I refused to be part of that group.
I tried to reject their alleged ignorance.
I convinced myself that my experience was free of the narcissism that defined theirs.



The truth is that I doubt if I was able to achieve that.
It is false that I was able to avoid being traped by their lights.



The Refuge
I am not sure of what I heard in their interiors.
I remember breaking on the inside and hiding it on the outside.
I remember Bangkok and its blinding reflections, Hanoi and its deafening chants, Vientiane and its overpowering smells.

What I still feel is Phnom Penh and its perpetual silence.


From inside my gaze was skewed.
That was my refuge; it shielded me from the trial to which I was accustomed and from the nostalgia I had already tasted.
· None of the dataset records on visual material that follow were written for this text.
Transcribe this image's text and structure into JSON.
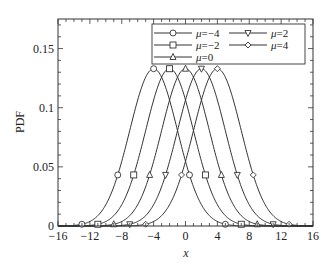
{
  "chart_data": {
    "type": "line",
    "title": "",
    "xlabel": "x",
    "ylabel": "PDF",
    "xlim": [
      -16,
      16
    ],
    "ylim": [
      0,
      0.175
    ],
    "xticks": [
      -16,
      -12,
      -8,
      -4,
      0,
      4,
      8,
      12,
      16
    ],
    "xtick_labels": [
      "−16",
      "−12",
      "−8",
      "−4",
      "0",
      "4",
      "8",
      "12",
      "16"
    ],
    "yticks": [
      0,
      0.05,
      0.1,
      0.15
    ],
    "ytick_labels": [
      "0",
      "0.05",
      "0.1",
      "0.15"
    ],
    "grid": false,
    "legend_position": "upper right",
    "sigma": 3,
    "marker_offsets": [
      -9,
      -4.5,
      0,
      4.5,
      9
    ],
    "series": [
      {
        "name": "μ = −4",
        "mu": -4,
        "marker": "circle"
      },
      {
        "name": "μ = −2",
        "mu": -2,
        "marker": "square"
      },
      {
        "name": "μ = 0",
        "mu": 0,
        "marker": "triangle-up"
      },
      {
        "name": "μ = 2",
        "mu": 2,
        "marker": "triangle-down"
      },
      {
        "name": "μ = 4",
        "mu": 4,
        "marker": "diamond"
      }
    ],
    "peak_value": 0.133
  },
  "colors": {
    "line": "#333333",
    "axis": "#333333",
    "background": "#ffffff"
  }
}
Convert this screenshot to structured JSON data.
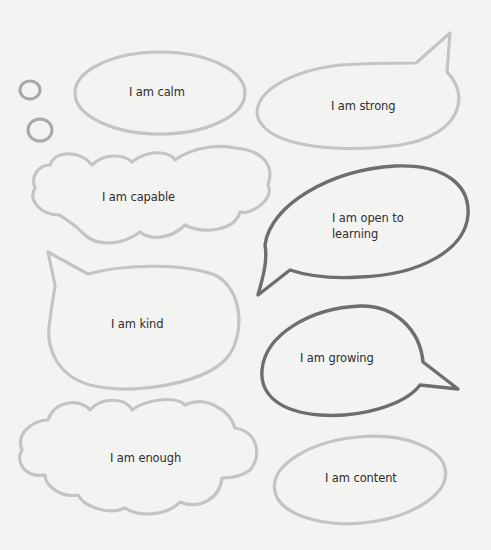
{
  "page": {
    "background": "#f3f3f2",
    "stroke_colors": {
      "light": "#c4c4c2",
      "dark": "#6e6e6c"
    }
  },
  "bubbles": [
    {
      "id": "calm",
      "shape": "thought-oval",
      "label": "I am calm"
    },
    {
      "id": "strong",
      "shape": "speech-tail-top-right",
      "label": "I am strong"
    },
    {
      "id": "capable",
      "shape": "cloud",
      "label": "I am capable"
    },
    {
      "id": "open",
      "shape": "speech-tail-bottom-left",
      "label": "I am open to learning"
    },
    {
      "id": "kind",
      "shape": "speech-tail-top-left",
      "label": "I am kind"
    },
    {
      "id": "growing",
      "shape": "speech-tail-right",
      "label": "I am growing"
    },
    {
      "id": "enough",
      "shape": "cloud",
      "label": "I am enough"
    },
    {
      "id": "content",
      "shape": "oval",
      "label": "I am content"
    }
  ]
}
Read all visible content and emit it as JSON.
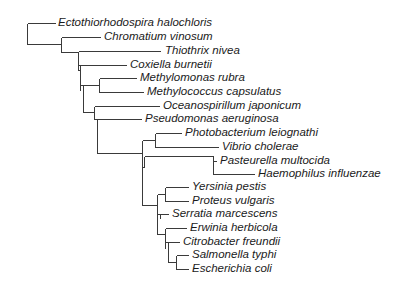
{
  "diagram": {
    "type": "phylogenetic-tree",
    "line_color": "#3a3a3a",
    "text_color": "#1a1a1a",
    "taxa": [
      {
        "label": "Ectothiorhodospira halochloris",
        "x": 58,
        "y": 23
      },
      {
        "label": "Chromatium vinosum",
        "x": 104,
        "y": 37
      },
      {
        "label": "Thiothrix nivea",
        "x": 165,
        "y": 51
      },
      {
        "label": "Coxiella burnetii",
        "x": 130,
        "y": 65
      },
      {
        "label": "Methylomonas rubra",
        "x": 140,
        "y": 78
      },
      {
        "label": "Methylococcus capsulatus",
        "x": 147,
        "y": 92
      },
      {
        "label": "Oceanospirillum japonicum",
        "x": 163,
        "y": 106
      },
      {
        "label": "Pseudomonas aeruginosa",
        "x": 145,
        "y": 119
      },
      {
        "label": "Photobacterium leiognathi",
        "x": 185,
        "y": 133
      },
      {
        "label": "Vibrio cholerae",
        "x": 222,
        "y": 147
      },
      {
        "label": "Pasteurella multocida",
        "x": 220,
        "y": 161
      },
      {
        "label": "Haemophilus influenzae",
        "x": 258,
        "y": 174
      },
      {
        "label": "Yersinia pestis",
        "x": 192,
        "y": 187
      },
      {
        "label": "Proteus vulgaris",
        "x": 192,
        "y": 201
      },
      {
        "label": "Serratia marcescens",
        "x": 172,
        "y": 214
      },
      {
        "label": "Erwinia herbicola",
        "x": 190,
        "y": 228
      },
      {
        "label": "Citrobacter freundii",
        "x": 183,
        "y": 242
      },
      {
        "label": "Salmonella typhi",
        "x": 192,
        "y": 255
      },
      {
        "label": "Escherichia coli",
        "x": 192,
        "y": 269
      }
    ],
    "branches": [
      [
        27,
        23,
        27,
        44
      ],
      [
        27,
        23,
        55,
        23
      ],
      [
        27,
        44,
        61,
        44
      ],
      [
        61,
        37,
        61,
        52
      ],
      [
        61,
        37,
        100,
        37
      ],
      [
        61,
        52,
        78,
        52
      ],
      [
        78,
        51,
        78,
        70
      ],
      [
        78,
        51,
        160,
        51
      ],
      [
        78,
        65,
        126,
        65
      ],
      [
        78,
        70,
        80,
        70
      ],
      [
        80,
        65,
        80,
        90
      ],
      [
        80,
        85,
        83,
        85
      ],
      [
        83,
        85,
        83,
        112
      ],
      [
        83,
        85,
        99,
        85
      ],
      [
        99,
        78,
        99,
        92
      ],
      [
        99,
        78,
        136,
        78
      ],
      [
        99,
        92,
        143,
        92
      ],
      [
        83,
        112,
        94,
        112
      ],
      [
        94,
        106,
        94,
        119
      ],
      [
        94,
        106,
        159,
        106
      ],
      [
        94,
        119,
        97,
        119
      ],
      [
        97,
        119,
        97,
        153
      ],
      [
        97,
        119,
        141,
        119
      ],
      [
        97,
        153,
        142,
        153
      ],
      [
        142,
        140,
        142,
        205
      ],
      [
        142,
        140,
        155,
        140
      ],
      [
        155,
        133,
        155,
        147
      ],
      [
        155,
        133,
        181,
        133
      ],
      [
        155,
        147,
        218,
        147
      ],
      [
        142,
        167,
        144,
        167
      ],
      [
        144,
        156,
        144,
        167
      ],
      [
        144,
        156,
        213,
        156
      ],
      [
        213,
        156,
        213,
        174
      ],
      [
        213,
        161,
        216,
        161
      ],
      [
        213,
        174,
        254,
        174
      ],
      [
        142,
        205,
        157,
        205
      ],
      [
        157,
        194,
        157,
        234
      ],
      [
        157,
        194,
        165,
        194
      ],
      [
        165,
        187,
        165,
        201
      ],
      [
        165,
        187,
        188,
        187
      ],
      [
        165,
        201,
        188,
        201
      ],
      [
        157,
        214,
        160,
        214
      ],
      [
        160,
        214,
        160,
        218
      ],
      [
        160,
        214,
        168,
        214
      ],
      [
        157,
        234,
        165,
        234
      ],
      [
        165,
        228,
        165,
        248
      ],
      [
        165,
        228,
        186,
        228
      ],
      [
        165,
        242,
        168,
        242
      ],
      [
        168,
        242,
        168,
        262
      ],
      [
        168,
        242,
        179,
        242
      ],
      [
        168,
        262,
        176,
        262
      ],
      [
        176,
        255,
        176,
        269
      ],
      [
        176,
        255,
        188,
        255
      ],
      [
        176,
        269,
        188,
        269
      ]
    ]
  }
}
But that protection was unnecessary.
The harshness of my loneliness was greater and my nudity atrocious.




To be discovered was inevitable. Without option or intent to hide again, I offered myself to their sincere dangers.


All looks were always captious.
The ones I gave more than the ones I received. And even though there will never be justice in me, there will be in the legacy left by them.


My intention was not to meet them anymore, and theirs was not to conceal.
They offered me their hand up to where they could and up to where I deserved.

My path was to sink into other facades, in the cold of my compassion and the heat of my desolation.
It was my chaos.
It was my perdition.
It was devastating, tiring and comforting.

It was when I felt the most comfortable and where I saw myself the loneliest.